I'll add the following. Read through that Donahue piece, and notice some of his negative comments regarding his players, for example, the implication that last years team would not commit to defense (thus, our poor defense did not have anything to do with his coaching). If Spaz made a similar comment he'd be killed. I don't say this to bash Donahue, but he clearly realizes the importance of media relations, something that Spaz doesn't seem to get. A little openness and warmth can buy you some breathing room, Spaz on the other hand seems to have somehow kept the Globe and Herald on board, but did little to endear himself to the regular fan. That may have working in a pre-internet time, but its not enough now and I think it will cost him his job.

Walter said...

I agree Rob. Steve Donahue has done nothing wrong - but that doesn't mean he's a golden coach or anything yet.

People are overlooking the fact that the same qualities which made Spaz endearing in his first successful season are now being used against him. The results on the field or the court are always more important than the coach's style, and pretty much the results validate whatever contradicting styles there may be.

This should be a telling season for Donahue; I have confidence in him and think we'll be okay.

However, I also never thought we could possibly be 2-7 in fb this year.

Big Jack Krack said...

BC Basketball will be exciting, etc. - but this shapes up to be a very tough year. Get ready. It may be tough for 2-4 years at least.

EL MIZ said...

walter, what qualities made spaz "endearing" in his first season?

CALVIN LAI said...

I agree with the comments that perhaps we're getting too psyched about hoops before we even see any results. But with the current state of the football program, you still have to appreciate Donahue attributes like passion, competitiveness, work ethic, and vision. Sounds like they went through a lot of NCAA ordeals to get Heckmann. I think that kind of determination says a lot.

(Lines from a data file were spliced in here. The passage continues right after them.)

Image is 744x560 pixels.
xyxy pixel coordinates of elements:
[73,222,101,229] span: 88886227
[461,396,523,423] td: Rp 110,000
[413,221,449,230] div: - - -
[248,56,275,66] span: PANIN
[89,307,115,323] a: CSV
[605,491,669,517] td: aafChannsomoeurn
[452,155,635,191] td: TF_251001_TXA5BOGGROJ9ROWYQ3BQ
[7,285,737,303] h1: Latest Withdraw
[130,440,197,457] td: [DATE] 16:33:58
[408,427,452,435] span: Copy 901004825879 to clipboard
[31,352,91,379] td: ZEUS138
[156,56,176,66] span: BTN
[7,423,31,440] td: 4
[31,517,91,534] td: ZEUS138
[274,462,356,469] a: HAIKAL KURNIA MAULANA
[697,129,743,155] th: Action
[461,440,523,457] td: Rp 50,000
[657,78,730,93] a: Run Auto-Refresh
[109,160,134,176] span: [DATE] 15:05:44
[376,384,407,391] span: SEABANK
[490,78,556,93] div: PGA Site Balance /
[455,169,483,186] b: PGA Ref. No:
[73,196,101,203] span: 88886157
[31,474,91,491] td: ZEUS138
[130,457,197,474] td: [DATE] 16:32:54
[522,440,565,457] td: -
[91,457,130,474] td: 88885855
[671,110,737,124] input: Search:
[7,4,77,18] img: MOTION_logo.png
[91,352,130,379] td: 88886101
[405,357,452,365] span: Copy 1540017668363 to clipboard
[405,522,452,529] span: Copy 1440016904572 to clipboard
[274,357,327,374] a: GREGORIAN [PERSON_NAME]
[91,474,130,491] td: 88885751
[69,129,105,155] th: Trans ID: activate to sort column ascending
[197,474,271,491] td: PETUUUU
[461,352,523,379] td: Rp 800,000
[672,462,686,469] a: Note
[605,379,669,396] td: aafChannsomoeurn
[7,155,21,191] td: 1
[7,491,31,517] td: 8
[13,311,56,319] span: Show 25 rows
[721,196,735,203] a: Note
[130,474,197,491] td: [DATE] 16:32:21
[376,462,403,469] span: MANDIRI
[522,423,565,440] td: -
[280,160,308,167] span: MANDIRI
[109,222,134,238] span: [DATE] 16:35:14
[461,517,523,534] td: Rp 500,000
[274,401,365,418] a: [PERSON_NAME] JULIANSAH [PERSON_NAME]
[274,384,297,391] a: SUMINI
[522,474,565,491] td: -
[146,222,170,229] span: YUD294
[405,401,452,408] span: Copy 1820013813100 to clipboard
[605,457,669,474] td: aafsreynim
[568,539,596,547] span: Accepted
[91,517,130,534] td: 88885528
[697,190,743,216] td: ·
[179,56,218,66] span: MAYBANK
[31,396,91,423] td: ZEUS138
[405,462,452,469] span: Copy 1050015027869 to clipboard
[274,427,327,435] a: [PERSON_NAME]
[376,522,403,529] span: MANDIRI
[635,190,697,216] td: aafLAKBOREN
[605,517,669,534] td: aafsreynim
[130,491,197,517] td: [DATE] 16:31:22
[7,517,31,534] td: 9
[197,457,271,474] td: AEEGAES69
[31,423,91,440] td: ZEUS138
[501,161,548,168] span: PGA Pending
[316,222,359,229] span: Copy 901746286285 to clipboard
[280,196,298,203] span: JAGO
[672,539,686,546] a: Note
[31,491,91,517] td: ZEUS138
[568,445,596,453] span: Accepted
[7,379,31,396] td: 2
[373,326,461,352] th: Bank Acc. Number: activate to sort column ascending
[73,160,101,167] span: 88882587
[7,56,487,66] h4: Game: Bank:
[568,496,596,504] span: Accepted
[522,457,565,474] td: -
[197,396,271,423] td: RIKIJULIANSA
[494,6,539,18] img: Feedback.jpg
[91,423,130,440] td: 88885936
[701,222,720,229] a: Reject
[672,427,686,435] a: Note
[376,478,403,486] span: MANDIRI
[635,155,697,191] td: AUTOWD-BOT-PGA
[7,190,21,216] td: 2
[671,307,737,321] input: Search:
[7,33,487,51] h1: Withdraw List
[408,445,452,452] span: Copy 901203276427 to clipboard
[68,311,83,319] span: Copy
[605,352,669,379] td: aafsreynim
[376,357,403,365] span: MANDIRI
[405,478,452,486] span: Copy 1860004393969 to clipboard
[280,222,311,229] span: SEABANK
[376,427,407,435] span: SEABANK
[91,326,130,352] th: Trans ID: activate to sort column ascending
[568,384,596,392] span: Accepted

Even though we played a Div II school in exhibition, I liked seeing Clifford's scoring ability, the fact that Heckmann got to the line going 8-10, and Cahill in the box score! Didn't realize he's back! Solid contributor and hopefully a solid leader for our young squad.

Walter said...

He was endearing in that stoic, sort of cold but cool kind of way. Tough. Frank. (no pun intended?)

Jags was more prone to fits of emotion (that I really enjoyed) but when Spaz was hired it wasn't universally criticized the way you think it might have been based on the way people talk now. Sure, it was unexciting, but it wasn't a bad decision at the time.

The same thing happened to Al Skinner. Everyone loved that ad he had for that men's warehouse or whatever. Suddenly the team's not performing up to expectations and he's unemotional and doesn't care about the team. And this was a coach that won national coach of the year.

Knucklehead said...

If Donahue applies the same logic and recruiting practices at Boston College as he did at Cornell then Boston College will be all right.

He won three conference titles, three NCAA tournaments, and had a nice sweet 16 run. In a league dominated by Penn and Princeton.

We should be in good shape

mod10aeagle said...

As long as a team is improving, a majority of fans will support a coach, even in a "rebuilding" phase (i.e. "losing"). Skinner and Spaz both committed the fatal error of continued regression. Add "stoic" to that, and people get angry.